He told me healthcare was different – patients are not customers

The recent HDM KLASroom series shared many patient experience success principles, from a top down patient-centered culture to reaching beyond patient care and engaging patients’ families. Change means opening our minds to new thinking, like patients are customers – consumers of healthcare, not only patients.


This article is the second in a series providing observations, shared lessons and key learning principles from the HDM KLASroom virtual event.


In my early years in healthcare, I encountered a chief medical officer who was offended when I used the word “customer” to describe his patients. He told me healthcare was different – patients are not customers.  

Even as he was offended, so was I. I was a patient, and my profession involved empowering customers to seek the best information to buy the best products and services, to best serve themselves and their families. 'Customer' isn’t a pejorative, and I certainly thought I was a consumer of healthcare, not only a patient.  


"until more institutions embrace the term 'customer' and its associated implications and definitions, many patients and families will continue to feel powerless"


But he was right – back then and even in most cases today, I don’t have access to information that would empower me to make the best healthcare decisions for me or my family. I still rely on the 'Father-Knows-Best' scenario, where the doctor will see you when he is ready, sitting on a padded exam table to be told what is wrong with me.  I then get a bill after the fact that I don’t understand, and then when I want to get a second opinion, it's difficult, pretty much flat-out hard to find the right care plan, the right specialist, at the right price. 

The most frustrating thing in all of this is that, until more institutions embrace the term 'customer' and its associated implications and definitions, many patients and families will continue to feel powerless. But In the last couple years, I have started to hear clinical leaders and healthcare administrators refer to patients as customers, as well as use terms that I have not heard used or applied before. And it is so refreshing! 

Kelsi Anderson, North Memorial Health


Insights from 15 health systems sharing approaches to improve patient experience.

Health Data Management and KLAS Research recently brought together 15 health systems that are pioneering approaches intended to improve the patient experience.  The HDMKLASroom featured how these institutions are leaning into customer-centric terms, principles and applications. Here are some customer-centric approaches and trends we hope to see adopted by many more organizations. 

1. PFAC or Patient and Family Advisory Councils, also known as ethnographic focus groups.

Caroline DeLongchamps, MUSC Health


Going beyond the typical focus groups and looking to leverage these PFACs to partner with patients in their care, to engage in information sharing and knowledge sharing, so that when patients come to seek care, they are empowered. This type of work with PFACs enables the whole care team to move from transitional care to relational care. 

2. Patient Personas, also known as Customer Personas.

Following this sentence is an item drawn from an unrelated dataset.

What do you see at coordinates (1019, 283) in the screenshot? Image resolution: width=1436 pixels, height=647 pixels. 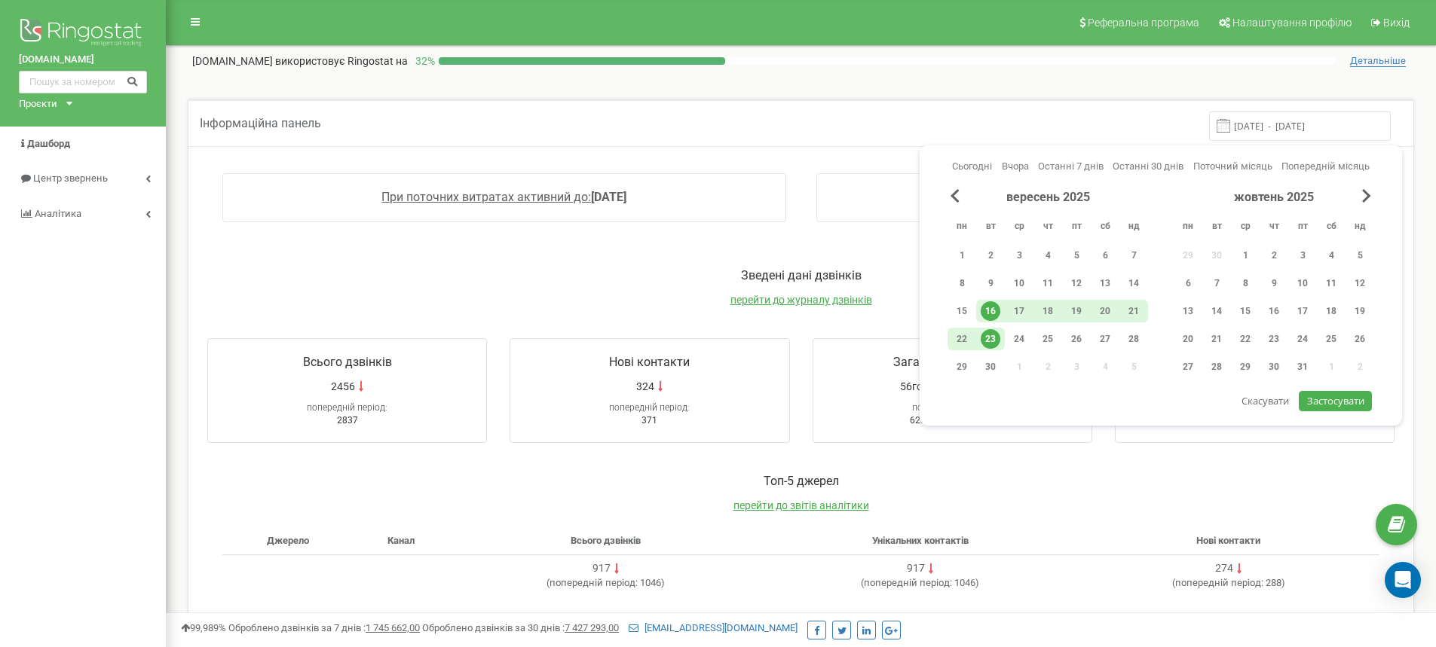 I see `div: 10` at bounding box center [1019, 283].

Emily Paxman, Dan Czech KLAS Research; Christopher, Stalling Banner Health


Banner Health, a 30-hospital health system, isn’t a typical health system. Over time, it has differentiated and improved its process for delivering care. But somewhere down the path, it has seen the need to provide more support for patients – making care easier so life could be better for patients and their families has become their mantra. As an extension of that, developing a persona has created a common language among care teams and administrators.  

3. Customer Experience (CX), also known as Patient Experience (PX).

Kirsten Royster, Novant Health; Alan Dubovsky, Cedars-Sinai; Dr. Joel Meir, University of Richmond; Paul Jaglowski, Feetrail; with Fred Bazzoli, HDM


A trend that’s started over the last five to 10 years called experience management has brought with it a renewed data-driven lens into customer needs and experiences. This genre of data has started to make its way into healthcare – think of it as patient exit surveys on steroids. Organizations like Novant Health, a 15-hospital health system, see that the patient expects them to know them across venues of care, not just in a particular venue of care. Pioneering organizations like Novant that have started to implement this data only recently are starting to see some wins. 

4. Social Determinants of Health, also known as Consumer Societal data. 

Jaffer Traish, findhelp; Jamie Dirksen, Trinity Health; Natasha Dravid, Camden Coalition; Erine Gray, findhelp; with Mitchell Josephson, HDM


Consumer brands and retailers alike know more about our day-to-day lives as consumers than we would like. The concept of knowing the consumer outside of the four walls of hospital took hold in the early 1990s and continues to be refined today. Today in healthcare, as integrations with EHRs and HIEs progress, the opportunity to include social data to inform care givers of at-risk populations, or preventive care opportunities abound. These integrations, and data feeds are just starting to become a reality for leading health systems like Trinity Health and care collaborations like the Camden Coalition. Using technology like findhelp, it starts to become a reality to watch trends and the effects of social determinants and then move to a proactive state of caring for patients. 

Watch for our part-three wrap-up in this series - a look at the ways pioneering organizations are setting vision and partnering with industry, working toward an end in which clinical care plans are coupled with delighting the patient in their care journey. 


Read part 1 of this series: My 'aha moment' on patient experience


The HDM KLASroom

Visit the HDM KLASroom and see the full presentations plus great supporting learning content from the series: Traversing the Patient Experience Ecosystem.